Indeed, after that opening scene talking about Laika’s demise, the movie focuses on a couple of stray dogs wandering through the city, with extended periods with no narration. The dogs meander through city streets, scavenge for food, and, in one particularly brutal sequence, chase, capture, and kill a cat. It’s often left for the viewer to figure out the connection to Laika and the Soviet space program’s early use of dogs to determine if humans could survive spaceflight. (In one particularly odd tangent, the narrator discusses how Americans used chimpanzees instead of dogs; this is illustrated with footage of a chimpanzee being taken with handlers in Moscow to a birthday party and then a nightclub.)

There are some historical interludes in the film. The directors uncovered archival footage—rarely, if ever, seen before—of the early Soviet effort to send dogs to space.

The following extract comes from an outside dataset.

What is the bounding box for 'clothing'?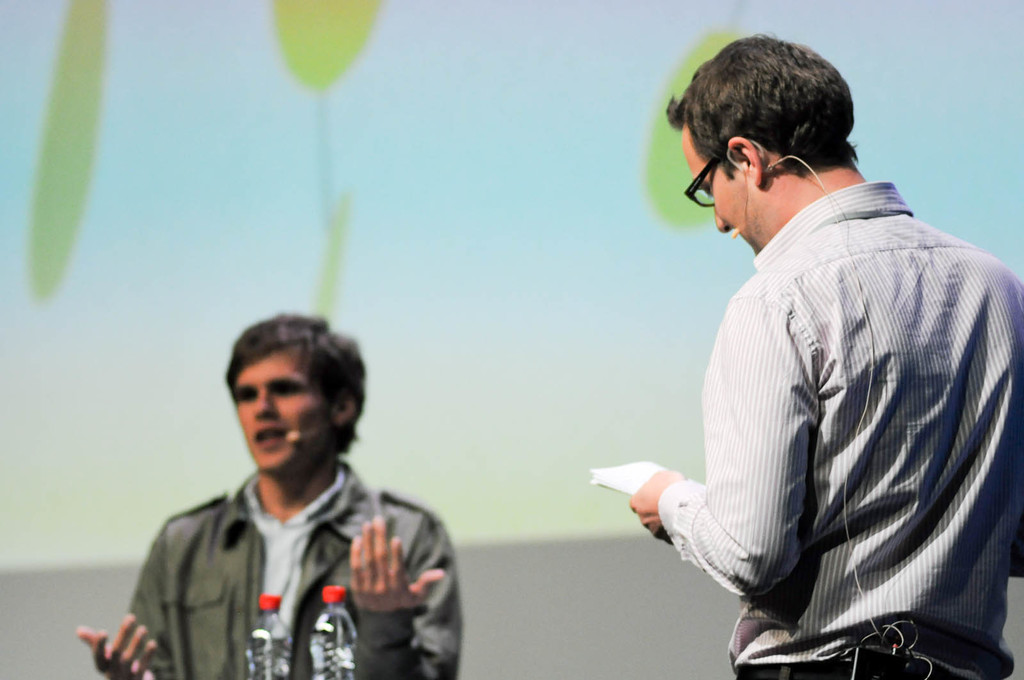
BBox(636, 154, 1006, 647).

That includes preparations for their flights, like being placed in centrifuges and being instrumented for their flights. There’s also film from a later flight with dogs who did survive their mission and returned to Earth, and puppies later born from those dogs. That footage is interesting, but there’s far less of it than contemporary video of those Moscow strays.

Publicity material for Space Dogs says the film has “meditative pacing that recalls the work of Andrei Tarkovsky,” the Russian director of Solaris fame. That pacing is perhaps better described as ponderous, or simply slow, at times straining the patience of viewers who thought they were going to see dogs in space. The film is less about the “story of Laika” and instead an artistic interpretation of the journeys those dogs took into space, seen through the prism of those who, like Laika once did, roamed the streets of Moscow.